Interview: Shanta Devarajan

Given the difficult global economic climate, how will African economies fare in 2012 and 2013?

SHANTA DEVARAJAN: Our base case is that Africa will grow between 5.1% and 5.2% in both 2012 and 2013. The main channel where the external environment will affect Africa is commodity prices, which have been softening. There will also be a trade channel effect, as 37% of Africa’s consumer goods exports go to the EU. Tourism is getting hit quite badly as well, but the main effect is commodity prices. There are some other possible channels, such as finance, remittances, foreign investment and aid, through which problems in Europe could affect Africa, but these remain limited.

What good governance policies could improve macroeconomic resilience on the continent?

DEVARAJAN: Good macroeconomic policies are what has given African countries the cushion with which to withstand some of these shocks. When the price of oil reached $130 per barrel in 2007, the reference price being used in Africa’s three biggest oil exporters, Angola, Nigeria and Gabon, was $65. The additional earnings were automatically saved, and this had not happen during previous oil booms. These kinds of policies will help them be more resilient. There are crises all the time in Africa, with food price shocks and droughts.

The other thing we have learnt is that traditional panic-type instruments, such as price or exchange rate controls, are counter-productive. Governments have increasingly been letting prices pass through to the consumer, and then providing safety nets in the form of direct cash transfers to the poor. These kinds of programmes are more cost-effective than subsidies and are good at keeping people from falling into poverty.

In what ways has sustained economic growth reduced poverty on the continent?

DEVARAJAN: The poverty rate was increasing in Africa through the mid-1990s, when growth per capita was negative or close to zero. Since then, growth has been around 5-6%, and the poverty rate has fallen about 1 percentage point per year. That said, with 47% of the population living on less than $1.25 per day, there is still a problem. Safety nets, for any given level of growth, can accelerate poverty reduction. There is quite a lot of evidence that growth is necessary but not sufficient. Safety net programmes and employment are also needed. The big issue is the number of people employed in the informal sector, with very low productivity.

Are infrastructure and skills deficits constraints to a labour-intensive manufacturing boom?

DEVARAJAN: Infrastructure is more of a problem than skills. The infrastructure constraint is not just a lack of hardware. A lot has to do with regulation. It is widely said Africa lacks competitiveness, as there are many land-locked countries that have to ship goods through ports and on poor-quality roads, increasing costs. However, we conducted a study of four major road transport corridors in Africa and found the pure vehicle operating costs were no higher than in France. The transport prices, however, were the highest in the world, the difference being the profit margins accruing to the trucking companies. These profit margins are over 100%, particularly in Central Africa where they are the highest. This is explained by lack of competition, with 50-year-old regulations prohibiting entry into the trucking industry. Rwanda, however, deregulated its trucking industry, and transport prices fell by 75% in real terms.

How can Gabon’s industrial policy be enhanced?

DEVARAJAN: Getting the infrastructure right, including pricing and regulation, is going to be key. Once this is done, the danger will be that the government finds this is insufficient and starts to subsidise processing. This happened before, when Africa went through a whole phase of processing natural resources. It was a colossal failure. It is not clear there is a comparative advantage for Gabon, despite a proximity of resources, because other countries have cheaper processing.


Aim of the exercise: Your reply should be a faithful copy of the records below, free of pictures.

Entries taken from a collection:
___

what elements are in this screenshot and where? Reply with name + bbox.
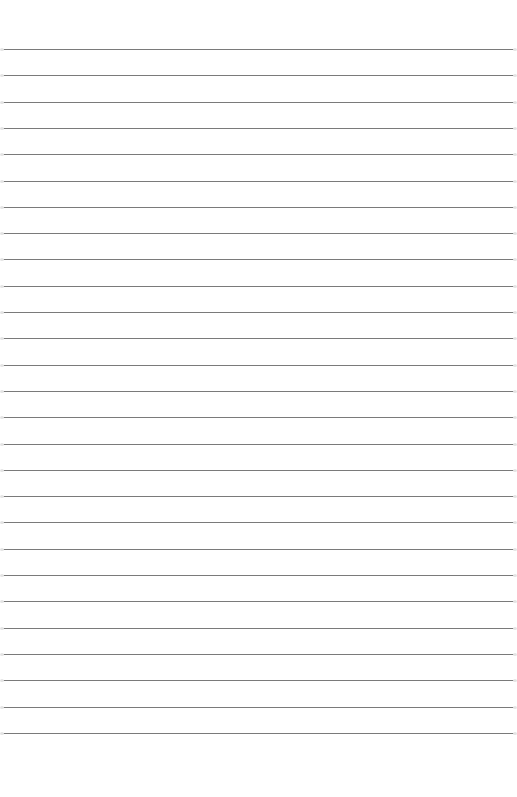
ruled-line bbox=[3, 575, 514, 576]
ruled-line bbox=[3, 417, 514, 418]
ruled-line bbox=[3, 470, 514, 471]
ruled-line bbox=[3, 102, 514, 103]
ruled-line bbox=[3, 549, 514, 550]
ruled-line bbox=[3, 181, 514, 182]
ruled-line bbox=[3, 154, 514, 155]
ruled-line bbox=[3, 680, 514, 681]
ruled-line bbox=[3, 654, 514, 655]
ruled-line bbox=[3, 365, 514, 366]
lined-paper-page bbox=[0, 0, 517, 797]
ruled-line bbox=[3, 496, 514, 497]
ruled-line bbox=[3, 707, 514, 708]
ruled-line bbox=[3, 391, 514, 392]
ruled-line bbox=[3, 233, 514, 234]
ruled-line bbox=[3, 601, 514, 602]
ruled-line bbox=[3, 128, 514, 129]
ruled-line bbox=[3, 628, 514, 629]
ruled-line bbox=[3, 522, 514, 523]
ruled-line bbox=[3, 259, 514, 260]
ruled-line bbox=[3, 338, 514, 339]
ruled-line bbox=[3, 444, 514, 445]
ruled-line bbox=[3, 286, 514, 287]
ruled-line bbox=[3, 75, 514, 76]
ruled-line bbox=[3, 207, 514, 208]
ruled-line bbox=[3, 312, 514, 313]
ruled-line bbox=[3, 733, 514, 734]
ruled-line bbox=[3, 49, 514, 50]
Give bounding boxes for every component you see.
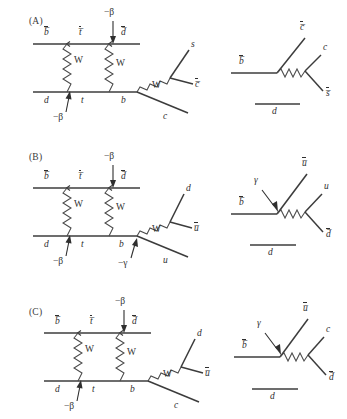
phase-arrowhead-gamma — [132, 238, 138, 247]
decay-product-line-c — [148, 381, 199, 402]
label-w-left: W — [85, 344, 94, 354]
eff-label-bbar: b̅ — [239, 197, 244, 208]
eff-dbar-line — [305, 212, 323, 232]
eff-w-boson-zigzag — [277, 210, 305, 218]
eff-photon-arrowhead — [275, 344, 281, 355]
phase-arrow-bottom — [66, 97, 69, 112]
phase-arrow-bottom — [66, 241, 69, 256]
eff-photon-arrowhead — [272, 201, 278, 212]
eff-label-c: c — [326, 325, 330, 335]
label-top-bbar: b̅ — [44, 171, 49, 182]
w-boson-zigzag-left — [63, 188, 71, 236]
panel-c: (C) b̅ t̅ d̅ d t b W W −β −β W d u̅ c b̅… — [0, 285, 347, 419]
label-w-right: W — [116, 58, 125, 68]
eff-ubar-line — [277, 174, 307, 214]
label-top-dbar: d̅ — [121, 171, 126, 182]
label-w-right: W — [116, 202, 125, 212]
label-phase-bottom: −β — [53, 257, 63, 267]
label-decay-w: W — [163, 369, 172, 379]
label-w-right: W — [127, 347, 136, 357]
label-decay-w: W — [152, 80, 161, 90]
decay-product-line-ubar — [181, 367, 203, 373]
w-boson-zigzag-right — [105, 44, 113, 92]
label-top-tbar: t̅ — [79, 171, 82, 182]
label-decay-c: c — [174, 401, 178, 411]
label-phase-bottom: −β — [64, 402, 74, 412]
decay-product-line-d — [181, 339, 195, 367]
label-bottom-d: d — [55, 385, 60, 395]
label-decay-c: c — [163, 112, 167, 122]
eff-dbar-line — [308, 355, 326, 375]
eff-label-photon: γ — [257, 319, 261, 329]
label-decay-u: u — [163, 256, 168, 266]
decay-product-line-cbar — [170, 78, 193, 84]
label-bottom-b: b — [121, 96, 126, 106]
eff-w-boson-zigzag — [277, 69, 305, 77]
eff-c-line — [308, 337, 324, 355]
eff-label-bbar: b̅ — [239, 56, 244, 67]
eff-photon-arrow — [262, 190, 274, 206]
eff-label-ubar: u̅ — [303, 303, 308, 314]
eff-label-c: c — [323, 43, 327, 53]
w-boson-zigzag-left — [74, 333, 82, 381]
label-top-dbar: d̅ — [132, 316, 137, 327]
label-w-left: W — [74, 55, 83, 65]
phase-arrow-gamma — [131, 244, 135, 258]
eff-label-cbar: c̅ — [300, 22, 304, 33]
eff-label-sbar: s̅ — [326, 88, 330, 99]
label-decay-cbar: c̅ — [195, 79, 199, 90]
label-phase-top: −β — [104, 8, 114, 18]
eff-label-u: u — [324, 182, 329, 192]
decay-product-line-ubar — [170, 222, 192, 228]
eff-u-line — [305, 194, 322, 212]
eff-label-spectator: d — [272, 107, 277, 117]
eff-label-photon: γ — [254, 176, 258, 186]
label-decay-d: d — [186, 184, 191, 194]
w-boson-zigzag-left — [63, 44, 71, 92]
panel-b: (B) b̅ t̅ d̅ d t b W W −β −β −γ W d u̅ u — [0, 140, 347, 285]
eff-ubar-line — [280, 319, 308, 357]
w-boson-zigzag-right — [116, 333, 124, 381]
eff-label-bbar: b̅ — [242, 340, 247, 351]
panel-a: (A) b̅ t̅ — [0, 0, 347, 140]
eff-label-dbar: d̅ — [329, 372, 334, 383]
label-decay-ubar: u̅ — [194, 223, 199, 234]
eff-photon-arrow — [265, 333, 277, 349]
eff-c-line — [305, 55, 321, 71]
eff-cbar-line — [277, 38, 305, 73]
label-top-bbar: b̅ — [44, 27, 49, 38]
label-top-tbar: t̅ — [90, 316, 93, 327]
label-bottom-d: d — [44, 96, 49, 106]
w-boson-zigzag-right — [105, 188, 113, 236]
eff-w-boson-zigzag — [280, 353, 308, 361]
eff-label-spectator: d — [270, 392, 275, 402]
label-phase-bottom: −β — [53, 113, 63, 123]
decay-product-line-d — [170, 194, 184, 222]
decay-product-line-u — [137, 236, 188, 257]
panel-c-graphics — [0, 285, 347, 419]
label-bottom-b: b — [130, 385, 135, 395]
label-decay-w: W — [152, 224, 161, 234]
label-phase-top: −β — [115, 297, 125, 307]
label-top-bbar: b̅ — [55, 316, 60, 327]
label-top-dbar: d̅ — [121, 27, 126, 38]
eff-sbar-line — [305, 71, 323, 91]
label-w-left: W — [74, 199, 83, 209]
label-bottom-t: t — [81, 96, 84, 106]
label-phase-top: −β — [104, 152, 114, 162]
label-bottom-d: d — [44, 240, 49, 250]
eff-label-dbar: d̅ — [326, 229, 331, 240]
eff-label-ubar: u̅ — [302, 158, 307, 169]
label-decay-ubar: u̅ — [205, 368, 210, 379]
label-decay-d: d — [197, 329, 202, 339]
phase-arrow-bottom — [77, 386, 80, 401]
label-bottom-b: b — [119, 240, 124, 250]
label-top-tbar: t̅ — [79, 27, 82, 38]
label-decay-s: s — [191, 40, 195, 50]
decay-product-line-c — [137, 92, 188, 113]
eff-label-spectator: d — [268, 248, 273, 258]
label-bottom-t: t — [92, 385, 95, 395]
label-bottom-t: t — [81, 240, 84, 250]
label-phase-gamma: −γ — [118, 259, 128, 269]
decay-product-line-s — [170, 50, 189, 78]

___

Output for this task:
what elements are in this screenshot and where? Reply with name + bbox.
ruled-line bbox=[3, 575, 514, 576]
ruled-line bbox=[3, 417, 514, 418]
ruled-line bbox=[3, 470, 514, 471]
ruled-line bbox=[3, 102, 514, 103]
ruled-line bbox=[3, 549, 514, 550]
ruled-line bbox=[3, 181, 514, 182]
ruled-line bbox=[3, 154, 514, 155]
ruled-line bbox=[3, 680, 514, 681]
ruled-line bbox=[3, 654, 514, 655]
ruled-line bbox=[3, 365, 514, 366]
lined-paper-page bbox=[0, 0, 517, 797]
ruled-line bbox=[3, 496, 514, 497]
ruled-line bbox=[3, 707, 514, 708]
ruled-line bbox=[3, 391, 514, 392]
ruled-line bbox=[3, 233, 514, 234]
ruled-line bbox=[3, 601, 514, 602]
ruled-line bbox=[3, 128, 514, 129]
ruled-line bbox=[3, 628, 514, 629]
ruled-line bbox=[3, 522, 514, 523]
ruled-line bbox=[3, 259, 514, 260]
ruled-line bbox=[3, 338, 514, 339]
ruled-line bbox=[3, 444, 514, 445]
ruled-line bbox=[3, 286, 514, 287]
ruled-line bbox=[3, 75, 514, 76]
ruled-line bbox=[3, 207, 514, 208]
ruled-line bbox=[3, 312, 514, 313]
ruled-line bbox=[3, 733, 514, 734]
ruled-line bbox=[3, 49, 514, 50]
Give bounding boxes for every component you see.
phase-arrowhead-gamma — [132, 238, 138, 247]
decay-product-line-c — [148, 381, 199, 402]
label-w-left: W — [85, 344, 94, 354]
eff-label-bbar: b̅ — [239, 197, 244, 208]
eff-dbar-line — [305, 212, 323, 232]
eff-w-boson-zigzag — [277, 210, 305, 218]
eff-photon-arrowhead — [275, 344, 281, 355]
phase-arrow-bottom — [66, 97, 69, 112]
phase-arrow-bottom — [66, 241, 69, 256]
eff-photon-arrowhead — [272, 201, 278, 212]
eff-label-c: c — [326, 325, 330, 335]
label-top-bbar: b̅ — [44, 171, 49, 182]
w-boson-zigzag-left — [63, 188, 71, 236]
panel-c: (C) b̅ t̅ d̅ d t b W W −β −β W d u̅ c b̅… — [0, 285, 347, 419]
label-w-right: W — [116, 58, 125, 68]
eff-ubar-line — [277, 174, 307, 214]
label-top-dbar: d̅ — [121, 171, 126, 182]
label-w-right: W — [116, 202, 125, 212]
label-phase-bottom: −β — [53, 257, 63, 267]
label-decay-w: W — [163, 369, 172, 379]
label-w-right: W — [127, 347, 136, 357]
label-decay-w: W — [152, 80, 161, 90]
decay-product-line-ubar — [181, 367, 203, 373]
w-boson-zigzag-right — [105, 44, 113, 92]
label-top-tbar: t̅ — [79, 171, 82, 182]
label-decay-c: c — [174, 401, 178, 411]
label-phase-bottom: −β — [64, 402, 74, 412]
decay-product-line-d — [181, 339, 195, 367]
label-bottom-d: d — [55, 385, 60, 395]
label-decay-c: c — [163, 112, 167, 122]
eff-dbar-line — [308, 355, 326, 375]
eff-label-photon: γ — [257, 319, 261, 329]
label-decay-u: u — [163, 256, 168, 266]
decay-product-line-cbar — [170, 78, 193, 84]
label-bottom-b: b — [121, 96, 126, 106]
eff-w-boson-zigzag — [277, 69, 305, 77]
eff-c-line — [308, 337, 324, 355]
eff-label-bbar: b̅ — [239, 56, 244, 67]
eff-photon-arrow — [262, 190, 274, 206]
eff-label-ubar: u̅ — [303, 303, 308, 314]
eff-label-c: c — [323, 43, 327, 53]
w-boson-zigzag-left — [74, 333, 82, 381]
label-top-dbar: d̅ — [132, 316, 137, 327]
label-w-left: W — [74, 55, 83, 65]
phase-arrow-gamma — [131, 244, 135, 258]
eff-label-cbar: c̅ — [300, 22, 304, 33]
eff-label-sbar: s̅ — [326, 88, 330, 99]
label-decay-cbar: c̅ — [195, 79, 199, 90]
label-phase-top: −β — [104, 8, 114, 18]
eff-label-u: u — [324, 182, 329, 192]
decay-product-line-ubar — [170, 222, 192, 228]
eff-u-line — [305, 194, 322, 212]
eff-label-spectator: d — [272, 107, 277, 117]
eff-label-photon: γ — [254, 176, 258, 186]
label-decay-d: d — [186, 184, 191, 194]
w-boson-zigzag-left — [63, 44, 71, 92]
panel-b: (B) b̅ t̅ d̅ d t b W W −β −β −γ W d u̅ u — [0, 140, 347, 285]
eff-ubar-line — [280, 319, 308, 357]
w-boson-zigzag-right — [116, 333, 124, 381]
eff-label-bbar: b̅ — [242, 340, 247, 351]
panel-a: (A) b̅ t̅ — [0, 0, 347, 140]
eff-label-dbar: d̅ — [329, 372, 334, 383]
label-decay-ubar: u̅ — [194, 223, 199, 234]
eff-photon-arrow — [265, 333, 277, 349]
eff-c-line — [305, 55, 321, 71]
eff-cbar-line — [277, 38, 305, 73]
label-top-bbar: b̅ — [44, 27, 49, 38]
label-top-tbar: t̅ — [90, 316, 93, 327]
label-bottom-d: d — [44, 96, 49, 106]
w-boson-zigzag-right — [105, 188, 113, 236]
eff-w-boson-zigzag — [280, 353, 308, 361]
eff-label-spectator: d — [270, 392, 275, 402]
label-phase-bottom: −β — [53, 113, 63, 123]
decay-product-line-d — [170, 194, 184, 222]
decay-product-line-u — [137, 236, 188, 257]
panel-c-graphics — [0, 285, 347, 419]
label-bottom-b: b — [130, 385, 135, 395]
label-decay-w: W — [152, 224, 161, 234]
label-phase-top: −β — [115, 297, 125, 307]
label-top-bbar: b̅ — [55, 316, 60, 327]
label-top-dbar: d̅ — [121, 27, 126, 38]
eff-sbar-line — [305, 71, 323, 91]
label-w-left: W — [74, 199, 83, 209]
label-bottom-t: t — [81, 96, 84, 106]
label-phase-top: −β — [104, 152, 114, 162]
label-bottom-d: d — [44, 240, 49, 250]
eff-label-dbar: d̅ — [326, 229, 331, 240]
eff-label-ubar: u̅ — [302, 158, 307, 169]
label-decay-ubar: u̅ — [205, 368, 210, 379]
label-decay-d: d — [197, 329, 202, 339]
phase-arrow-bottom — [77, 386, 80, 401]
label-bottom-b: b — [119, 240, 124, 250]
label-top-tbar: t̅ — [79, 27, 82, 38]
label-decay-s: s — [191, 40, 195, 50]
decay-product-line-c — [137, 92, 188, 113]
eff-label-spectator: d — [268, 248, 273, 258]
label-bottom-t: t — [92, 385, 95, 395]
label-bottom-t: t — [81, 240, 84, 250]
label-phase-gamma: −γ — [118, 259, 128, 269]
decay-product-line-s — [170, 50, 189, 78]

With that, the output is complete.